The hic is that it wasn't built as a SaaS in mind, so I have to deploy one application per customer. It's completely multi-tenant. To help with automating the deployment of a new tenant, I wrote and orchestrator with agents to facilitate the deployment of a new application. I thought this part could be interesting to hear about as it's written in Go.
Want to support the show? The best way is by purchasing my courses Build SaaS apps in Go and Build a Google Analytics in Go. Listeners of this show get a 50% discount on all store product. -
032: Go cryptography with John Arundel
In this episode I talk with John Arundel about cryptography in Go. John wrote a great book on the subject called Explore Go: Cryptography.
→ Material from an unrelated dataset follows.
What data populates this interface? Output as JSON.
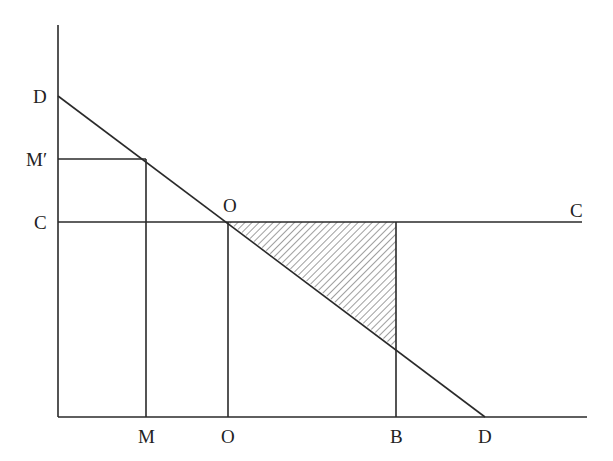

Security is a growing concerns and you should up your game as a Go programmer. We're lucky to have such a solid crypt package in the standard library. I'd encourage you to get familiar with it if you haven't yet.
Links:
Explore Go: CryptographySubscribe to John's contentJohn on TwitterAs always, if you want to support this show the best way (other than talking about it) is by purchasing my courses: Build SaaS apps in Go and Build a Google Analytics in Go, here's a 50% direct discount for listeners of this podcast. -
031: Using shim on API to prevent breaking changes
In 2021 Twilio sent a termination email on their Fax services. I was consulting as the CTO in a credit bureau that was in the start of an acquisition process with Equifax Canada. There was just no time to "waste" on changing provider and rewriting this part of the system to satisfy the new provider API.
Would have been grand if the provider would have offered a shim that replicated Twilio's API and map that to their own API. Imagine how many companies needed to rewrite this part at the same time. Offering this as the provider that receives X thousands new customers would have been a superb engineering experience.
So maybe we can apply this concept internally as well. When a team needs to introduce breaking changes, a good solution might be for them to provide a shim over the old API so no other teams need to do anything.
This is obviously a tad dangerous and might introduce some technical debt. But as everything, it depends.